Certain jurisdictions have therefore underscored the need for companies to tackle the twin risks of climate change and biodiversity loss in an integrated way. Both risks are embedded into the architecture of the TNFD, which is built around the TCFD’s 11 recommended disclosures, but through a nature lens. Strategic litigants are also requiring companies to view both risks in tandem.
An increase in strategic litigation that attempts to connect biodiversity loss with climate change is expected in some jurisdictions, with such claims focusing on corporates’ duties to adequately manage nature-impacts in recognition of either a biodiversity-climate nexus, and/or biodiversity-human rights nexus. For example, in Australia, a new claim was brought in November 2023 by a shareholder against a financial institution, seeking the production of internal risk management documents relating to both climate change and biodiversity loss.
In some jurisdictions, directors could face allegations of personal liability for breaching their duty of care and diligence for failing to adequately manage nature-related risks (as recognised by the October 2023 Australian legal opinion referred to in the main report). In November 2023, the European Parliament and Council reached an agreement on the revised directive on “the protection of environment through criminal law”, which provides that strict criminal sanctions could be imposed (including prison sentences) on companies and/or directors complicit in “offences comparable to ecocide”. The EU’s Deforestation Regulation, targeting forest protection for specific commodities, is already in force.
The explosion of “greenwashing” litigation against companies in the past year points to a new potential frontier of “nature-washing” claims. The European Parliament and Council are close to finalising the revised consumer protection directive on “unfair commercial practices” (UCPD) which has been frequently deployed in recent years as the legal basis for greenwashing claims before European domestic courts and consumer protection authorities. The revised directive expressly prohibits companies from making unsubstantiated generic ‘green’ claims such as “nature’s friend” about their products or services.
Greenwashing accusations have also been levelled against companies relying on carbon credits, allegedly in place of direct greenhouse gas emissions reductions. In a previous FT Moral Money Forum report, we commented on how the voluntary carbon market has been met with controversy due to concerns around integrity and the end-use of credits. The voluntary biodiversity credit market (VBM) is evolving gradually – for example, New Zealand recently launched a consultation on a proposed biodiversity credit system, and carbon markets standard-setter Verra, released its biodiversity credit standard for consultation. The VBM could expose companies to similar litigation and reputational risk, if they rely on unsubstantiated or exaggerated biodiversity credits claims in their corporate disclosures or consumer-facing adverts.

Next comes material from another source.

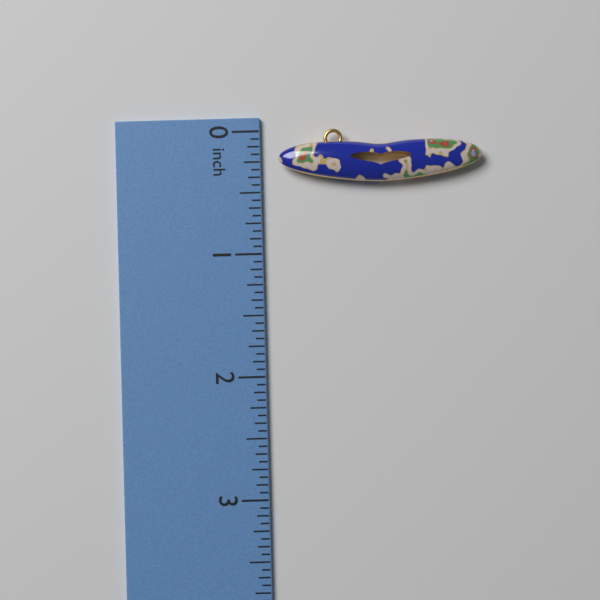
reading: 0.4375 in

Although a rare breed to-date, biodiversity-related shareholder resolutions are set to feature more prominently at future AGMs. In some jurisdictions, shareholder scrutiny is expected to increase across all industries, as Nature Action 100’s ‘eight key sectors’ from which target companies will be drawn include: (i) biotechnology and pharma; (ii) chemicals; (iii) household and personal goods; (iv) consumer goods retail; (v) food production; (vi) food and beverage retail; (vii) forestry and paper; and (viii) metals and mining.